If this corruption scandal does not significantly affect the negotiations for a new government, economic developments in Europe might. Anticipating a possible recession in the eurozone, on November 20 Brussels indicated that Spain will have to implement structural reforms to the tune of 0.8 percent of GDP, or more than $10 billion. A future PSOE-Podemos government would thus have a limited margin for the kind of social spending many were hoping would result from such a coalition. Some think the Spanish left is digging its own grave.
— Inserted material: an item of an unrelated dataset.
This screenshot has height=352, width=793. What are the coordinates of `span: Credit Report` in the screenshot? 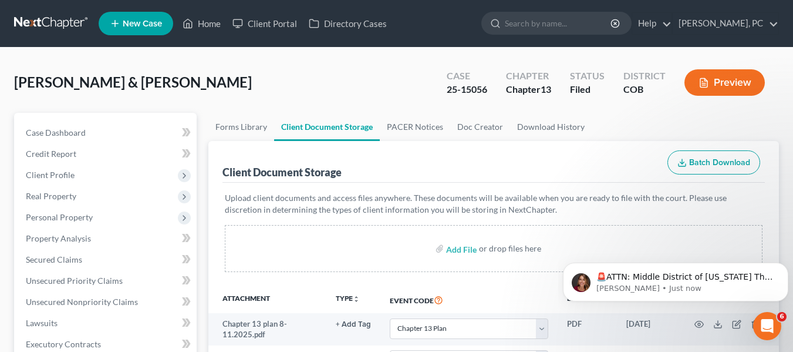 It's located at (51, 153).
“This coalition is a prelude to disaster,” the political scientist Albert Noguera wrote in the online newspaper eldiario.es. For one, he wrote, the electoral math in Spain combined with the austerity-happy guidelines from the EU means that “any structural change” is off the table. Worse, if there actually is a recession in 2020, he says it will leave the left “buried,” thereby “clearing the way for the far right to harvest all social discontent.” Meanwhile, the fact that Vox has broken through the 50-deputy barrier in the Spanish Parliament means it can file appeals to the Constitutional Court. Such power in the hands of the far right will not only slow down any progressive reforms but also continue a nefarious trend of passing along political problems to the courts to resolve.
Correction: An earlier version of this article stated that three right-wing parties (PP, Ciudadanos, and Vox) did not win a single seat in the Basque Country. Although these were the results as reported on the day after the election, two days later the Electoral Board announced that after correcting the vote count and adding the foreign vote, the PP had won one seat.